Real-Time Radiation Treatment Planning with Optimality Guarantees via Cluster and Bound Methods

B. Ungun, L. Xing, and S. Boyd

INFORMS Journal on Computing, 31(3): 544–58, 2019.

Radiation therapy is widely used in cancer treatment; however, plans necessarily involve tradeoffs between tumor coverage and damage to healthy tissue. While current hardware can deliver custom-shaped beams from any angle around the patient, choosing (from all possible beams) an optimal set of beams that maximizes tumor coverage and while minimizing collateral damage and treatment time is intractable. Furthermore, even though planning algorithms used in practice consider highly restricted sets of candidate beams, the time per run combined with the number of runs required to explore clinical tradeoffs results in planning times of hours to days.
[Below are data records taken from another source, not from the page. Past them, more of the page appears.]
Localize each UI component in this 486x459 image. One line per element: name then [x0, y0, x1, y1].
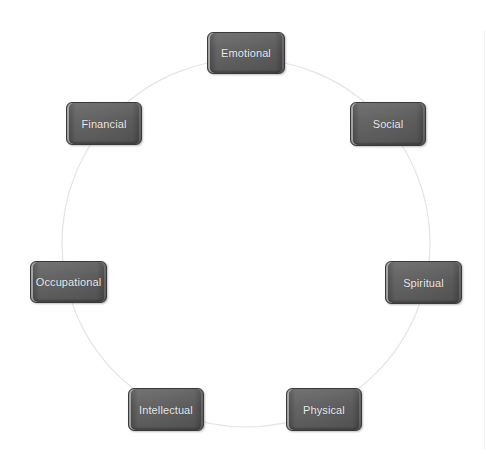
right-edge-divider [484, 30, 485, 450]
node-intellectual: Intellectual [128, 388, 204, 431]
node-label: Intellectual [139, 404, 193, 416]
node-spiritual: Spiritual [385, 261, 462, 304]
node-social: Social [350, 102, 426, 146]
wellness-cycle-diagram: Emotional Social Spiritual Physical Inte… [0, 0, 486, 459]
node-label: Emotional [221, 47, 271, 59]
node-physical: Physical [286, 388, 362, 431]
node-label: Physical [303, 404, 345, 416]
node-occupational: Occupational [30, 261, 107, 303]
node-emotional: Emotional [207, 32, 285, 74]
node-label: Social [373, 118, 404, 130]
node-label: Occupational [36, 276, 101, 288]
node-label: Spiritual [403, 277, 444, 289]
node-financial: Financial [66, 102, 142, 145]
node-label: Financial [82, 118, 127, 130]
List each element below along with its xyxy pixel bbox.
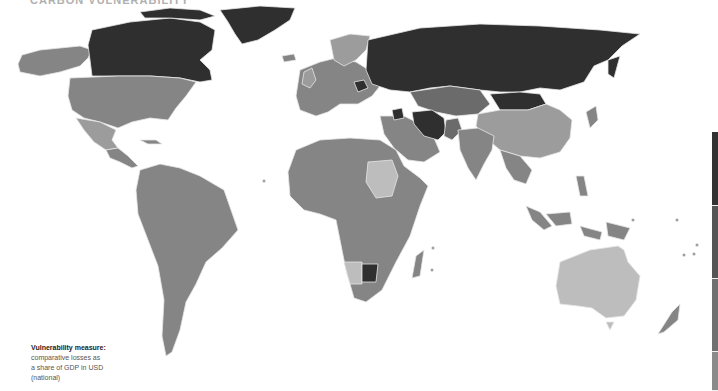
caption-line-2: a share of GDP in USD — [31, 364, 103, 371]
region-greenland[interactable] — [220, 6, 295, 44]
legend-segment-3 — [712, 279, 718, 352]
legend-color-scale — [712, 132, 718, 391]
region-south-america[interactable] — [136, 164, 238, 356]
region-australia[interactable] — [556, 246, 640, 318]
legend-segment-2 — [712, 206, 718, 279]
island-dot — [431, 269, 434, 272]
island-dot — [263, 180, 266, 183]
region-central-america[interactable] — [106, 148, 138, 168]
region-iceland[interactable] — [282, 54, 296, 62]
legend-segment-1 — [712, 132, 718, 206]
region-botswana[interactable] — [362, 264, 378, 282]
region-indonesia[interactable] — [526, 206, 630, 240]
island-dot — [432, 247, 435, 250]
region-russia[interactable] — [366, 24, 640, 92]
caption-line-3: (national) — [31, 374, 60, 381]
region-syria[interactable] — [392, 108, 404, 120]
region-kamchatka[interactable] — [608, 56, 620, 78]
region-tasmania[interactable] — [606, 322, 614, 330]
region-india[interactable] — [458, 128, 494, 180]
world-map — [0, 0, 718, 391]
region-madagascar[interactable] — [412, 250, 424, 278]
region-philippines[interactable] — [576, 176, 588, 196]
region-arctic-islands[interactable] — [140, 8, 215, 20]
region-cuba[interactable] — [140, 140, 162, 144]
region-namibia[interactable] — [344, 262, 362, 284]
island-dot — [693, 253, 696, 256]
region-japan[interactable] — [586, 106, 598, 128]
region-scandinavia[interactable] — [330, 34, 370, 66]
region-canada[interactable] — [88, 18, 215, 82]
caption-line-1: comparative losses as — [31, 354, 100, 361]
island-dot — [676, 219, 679, 222]
region-alaska[interactable] — [18, 46, 92, 76]
vulnerability-caption: Vulnerability measure: comparative losse… — [31, 343, 121, 383]
region-new-zealand[interactable] — [658, 304, 680, 334]
legend-segment-4 — [712, 352, 718, 391]
caption-heading: Vulnerability measure: — [31, 343, 121, 353]
island-dot — [696, 244, 699, 247]
island-dot — [683, 254, 686, 257]
island-dot — [632, 219, 635, 222]
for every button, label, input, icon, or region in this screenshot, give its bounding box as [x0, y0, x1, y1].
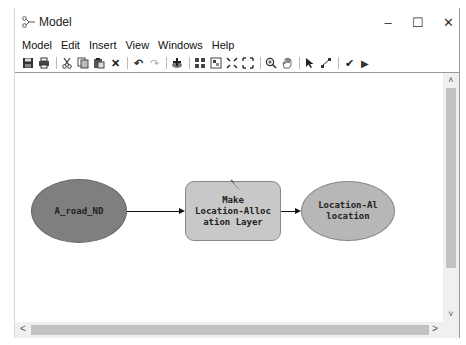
- tool-label-line-1: Make: [195, 195, 271, 206]
- menu-view[interactable]: View: [125, 39, 149, 51]
- model-app-icon: [22, 16, 36, 28]
- horizontal-scroll-thumb[interactable]: [31, 325, 429, 335]
- scroll-up-button[interactable]: ˄: [443, 75, 459, 87]
- resize-grip[interactable]: [443, 322, 459, 338]
- undo-icon[interactable]: ↶: [131, 56, 145, 70]
- window-title: Model: [39, 15, 72, 29]
- hammer-icon: [229, 178, 241, 190]
- input-node-label: A_road_ND: [55, 206, 104, 217]
- toolbar: ✕ ↶ ↷: [15, 54, 374, 72]
- toolbar-separator: [189, 57, 190, 69]
- model-canvas-area: A_road_ND Make Location-Alloc ation Laye…: [15, 72, 459, 338]
- close-button[interactable]: ✕: [433, 12, 463, 32]
- connector-tool-to-output[interactable]: [281, 211, 295, 212]
- output-label-line-2: location: [318, 211, 378, 222]
- vertical-scrollbar[interactable]: ˄ ˅: [443, 73, 459, 323]
- connect-icon[interactable]: [319, 56, 333, 70]
- tool-label-line-2: Location-Alloc: [195, 206, 271, 217]
- model-window: Model – ☐ ✕ Model Edit Insert View Windo…: [14, 8, 460, 338]
- cut-icon[interactable]: [60, 56, 74, 70]
- output-label-line-1: Location-Al: [318, 200, 378, 211]
- tool-label-line-3: ation Layer: [195, 217, 271, 228]
- toolbar-separator: [338, 57, 339, 69]
- vertical-scroll-thumb[interactable]: [446, 88, 456, 268]
- menu-windows[interactable]: Windows: [158, 39, 203, 51]
- delete-icon[interactable]: ✕: [108, 56, 122, 70]
- menu-bar: Model Edit Insert View Windows Help: [15, 36, 243, 54]
- output-node-label: Location-Al location: [318, 200, 378, 222]
- save-icon[interactable]: [21, 56, 35, 70]
- scroll-down-button[interactable]: ˅: [443, 309, 459, 321]
- connector-input-to-tool[interactable]: [127, 211, 179, 212]
- scroll-right-button[interactable]: >: [429, 323, 441, 337]
- menu-edit[interactable]: Edit: [61, 39, 80, 51]
- tool-node-label: Make Location-Alloc ation Layer: [195, 195, 271, 228]
- print-icon[interactable]: [37, 56, 51, 70]
- auto-layout-icon[interactable]: [193, 56, 207, 70]
- toolbar-separator: [166, 57, 167, 69]
- horizontal-scrollbar[interactable]: < >: [15, 322, 443, 338]
- maximize-button[interactable]: ☐: [403, 12, 433, 32]
- run-icon[interactable]: ▶: [358, 56, 372, 70]
- output-data-node[interactable]: Location-Al location: [301, 181, 395, 241]
- minimize-button[interactable]: –: [373, 12, 403, 32]
- fixed-zoom-in-icon[interactable]: [225, 56, 239, 70]
- toolbar-separator: [127, 57, 128, 69]
- full-extent-icon[interactable]: [209, 56, 223, 70]
- menu-help[interactable]: Help: [212, 39, 235, 51]
- select-icon[interactable]: [303, 56, 317, 70]
- add-data-icon[interactable]: [170, 56, 184, 70]
- validate-icon[interactable]: ✔: [342, 56, 356, 70]
- fixed-zoom-out-icon[interactable]: [241, 56, 255, 70]
- model-canvas[interactable]: A_road_ND Make Location-Alloc ation Laye…: [15, 73, 443, 323]
- copy-icon[interactable]: [76, 56, 90, 70]
- toolbar-separator: [260, 57, 261, 69]
- toolbar-separator: [56, 57, 57, 69]
- title-bar[interactable]: Model – ☐ ✕: [15, 8, 459, 36]
- scroll-left-button[interactable]: <: [17, 323, 29, 337]
- pan-icon[interactable]: [280, 56, 294, 70]
- zoom-in-icon[interactable]: [264, 56, 278, 70]
- input-data-node[interactable]: A_road_ND: [31, 179, 127, 243]
- paste-icon[interactable]: [92, 56, 106, 70]
- menu-insert[interactable]: Insert: [89, 39, 117, 51]
- toolbar-separator: [299, 57, 300, 69]
- tool-node[interactable]: Make Location-Alloc ation Layer: [185, 181, 281, 241]
- menu-model[interactable]: Model: [22, 39, 52, 51]
- redo-icon[interactable]: ↷: [147, 56, 161, 70]
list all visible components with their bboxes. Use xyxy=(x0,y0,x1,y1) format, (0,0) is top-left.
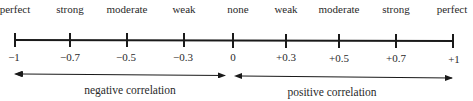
positive-range-arrow xyxy=(241,76,452,78)
tick-value-label: +0.7 xyxy=(386,53,406,64)
strength-label: weak xyxy=(172,4,195,15)
strength-label: strong xyxy=(382,4,410,15)
strength-label: perfect xyxy=(0,4,30,15)
strength-label: perfect xyxy=(437,4,468,15)
arrowhead-left-icon xyxy=(234,73,242,79)
strength-label: strong xyxy=(56,4,84,15)
tick-value-label: +0.3 xyxy=(276,52,296,63)
positive-correlation-caption: positive correlation xyxy=(287,87,376,99)
strength-label: moderate xyxy=(319,4,360,15)
tick-value-label: 0 xyxy=(230,52,236,63)
arrowhead-left-icon xyxy=(15,71,23,77)
strength-label: weak xyxy=(274,4,297,15)
negative-range-arrow xyxy=(22,74,225,76)
negative-correlation-caption: negative correlation xyxy=(84,85,176,97)
tick-value-label: −0.5 xyxy=(116,52,136,63)
strength-label: none xyxy=(227,4,248,15)
tick-value-label: +0.5 xyxy=(329,53,349,64)
tick-value-label: −0.7 xyxy=(60,52,80,63)
correlation-scale-diagram: perfect strong moderate weak none weak m… xyxy=(0,0,473,101)
tick-value-label: −0.3 xyxy=(173,52,193,63)
tick-value-label: +1 xyxy=(448,54,460,65)
tick-value-label: −1 xyxy=(8,52,20,63)
strength-label: moderate xyxy=(107,4,148,15)
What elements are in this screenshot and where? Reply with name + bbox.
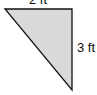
right-side-label: 3 ft [77,41,95,54]
top-side-label: 2 ft [29,0,47,6]
right-triangle [5,9,72,90]
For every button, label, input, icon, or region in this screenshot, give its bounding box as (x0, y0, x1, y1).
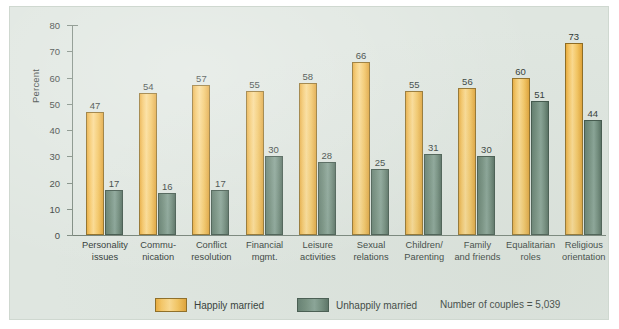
bar-unhappily-married: 30 (265, 156, 283, 235)
category-label-line: Parenting (395, 252, 453, 264)
y-axis-tick-30: 30 (67, 156, 73, 157)
category-label-line: issues (76, 252, 134, 264)
bar-group: 5717 (188, 25, 234, 235)
sample-size-note: Number of couples = 5,039 (440, 299, 560, 310)
bar-group: 5416 (135, 25, 181, 235)
bar-value-label: 30 (481, 144, 492, 155)
category-label-line: orientation (555, 252, 613, 264)
category-label-line: Financial (236, 240, 294, 252)
legend-label-happily-married: Happily married (194, 300, 264, 311)
y-axis-title: Percent (30, 69, 41, 103)
bar-value-label: 17 (215, 178, 226, 189)
legend-label-unhappily-married: Unhappily married (336, 300, 417, 311)
category-label-line: Commu- (129, 240, 187, 252)
bar-value-label: 73 (569, 31, 580, 42)
y-axis-tick-label-80: 80 (49, 20, 60, 31)
y-axis-tick-60: 60 (67, 78, 73, 79)
category-label: Leisureactivities (289, 240, 347, 263)
bar-unhappily-married: 31 (424, 154, 442, 235)
x-axis-line (72, 235, 606, 236)
bar-group: 5531 (401, 25, 447, 235)
category-label-line: Leisure (289, 240, 347, 252)
bar-value-label: 51 (534, 89, 545, 100)
bar-group: 5828 (295, 25, 341, 235)
bar-value-label: 55 (249, 79, 260, 90)
category-label-line: resolution (182, 252, 240, 264)
category-label-line: and friends (448, 252, 506, 264)
y-axis-tick-50: 50 (67, 104, 73, 105)
bar-value-label: 60 (515, 66, 526, 77)
bar-unhappily-married: 44 (584, 120, 602, 236)
bar-happily-married: 54 (139, 93, 157, 235)
bar-value-label: 17 (109, 178, 120, 189)
figure-root: Percent 01020304050607080 47175416571755… (0, 0, 619, 329)
bar-group: 5630 (454, 25, 500, 235)
category-label: Familyand friends (448, 240, 506, 263)
bar-happily-married: 60 (512, 78, 530, 236)
category-label-line: relations (342, 252, 400, 264)
bar-happily-married: 56 (458, 88, 476, 235)
category-label: Financialmgmt. (236, 240, 294, 263)
bar-unhappily-married: 28 (318, 162, 336, 236)
bar-happily-married: 47 (86, 112, 104, 235)
category-label-line: nication (129, 252, 187, 264)
bar-value-label: 57 (196, 73, 207, 84)
plot-area: 01020304050607080 4717541657175530582866… (72, 25, 606, 236)
bar-value-label: 25 (375, 157, 386, 168)
category-label-line: roles (502, 252, 560, 264)
bar-group: 4717 (82, 25, 128, 235)
bar-unhappily-married: 17 (105, 190, 123, 235)
category-label-line: Children/ (395, 240, 453, 252)
bar-unhappily-married: 51 (531, 101, 549, 235)
x-axis-category-labels: PersonalityissuesCommu-nicationConflictr… (72, 240, 606, 276)
y-axis-tick-label-0: 0 (55, 230, 60, 241)
bar-unhappily-married: 16 (158, 193, 176, 235)
bar-happily-married: 66 (352, 62, 370, 235)
chart-panel: Percent 01020304050607080 47175416571755… (10, 7, 608, 319)
category-label-line: Religious (555, 240, 613, 252)
happy-swatch-icon (155, 298, 187, 312)
category-label: Conflictresolution (182, 240, 240, 263)
category-label-line: Equalitarian (502, 240, 560, 252)
category-label: Commu-nication (129, 240, 187, 263)
y-axis-tick-label-40: 40 (49, 125, 60, 136)
bar-value-label: 55 (409, 79, 420, 90)
category-label-line: Family (448, 240, 506, 252)
y-axis-tick-label-30: 30 (49, 151, 60, 162)
unhappy-swatch-icon (297, 298, 329, 312)
bar-group: 5530 (242, 25, 288, 235)
category-label: Religiousorientation (555, 240, 613, 263)
bar-value-label: 56 (462, 76, 473, 87)
category-label: Equalitarianroles (502, 240, 560, 263)
bar-value-label: 54 (143, 81, 154, 92)
category-label-line: Sexual (342, 240, 400, 252)
category-label-line: Conflict (182, 240, 240, 252)
bar-value-label: 16 (162, 181, 173, 192)
category-label-line: mgmt. (236, 252, 294, 264)
chart-legend: Happily married Unhappily married Number… (20, 298, 618, 318)
y-axis-tick-20: 20 (67, 183, 73, 184)
bar-happily-married: 58 (299, 83, 317, 235)
y-axis-tick-70: 70 (67, 51, 73, 52)
bar-unhappily-married: 30 (477, 156, 495, 235)
bar-group: 6051 (508, 25, 554, 235)
bar-group: 6625 (348, 25, 394, 235)
bar-value-label: 28 (322, 150, 333, 161)
bar-group: 7344 (561, 25, 607, 235)
category-label: Children/Parenting (395, 240, 453, 263)
bar-value-label: 47 (90, 100, 101, 111)
category-label-line: Personality (76, 240, 134, 252)
category-label: Personalityissues (76, 240, 134, 263)
y-axis-tick-label-50: 50 (49, 98, 60, 109)
legend-item-happily-married: Happily married (155, 298, 264, 312)
bar-value-label: 31 (428, 142, 439, 153)
bar-value-label: 66 (356, 50, 367, 61)
legend-item-unhappily-married: Unhappily married (297, 298, 417, 312)
y-axis-tick-10: 10 (67, 209, 73, 210)
bar-happily-married: 57 (192, 85, 210, 235)
bar-happily-married: 55 (405, 91, 423, 235)
y-axis-tick-label-20: 20 (49, 177, 60, 188)
bar-unhappily-married: 25 (371, 169, 389, 235)
bar-unhappily-married: 17 (211, 190, 229, 235)
bar-value-label: 44 (588, 108, 599, 119)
We propose a suite of cluster and bound methods that we hypothesize will (a) yield higher quality plans by optimizing over much (i.e., 100-fold) larger sets of candidate beams, and/or (b) reduce planning time by allowing clinicians to search through candidate plans in real time. Our methods hinge on phrasing the treatment planning problem as a convex problem. To handle large scale optimizations, we form and solve compressed approximations to the full problem by clustering beams (i.e., columns of the dose influence matrix used in the optimization) or voxels (rows of the matrix). Duality theory allows us to bound the error incurred when applying an approximate problem's solution to the full problem. We observe that beam clustering and voxel clustering both yield excellent solutions while enabling a 10–200-fold speedup.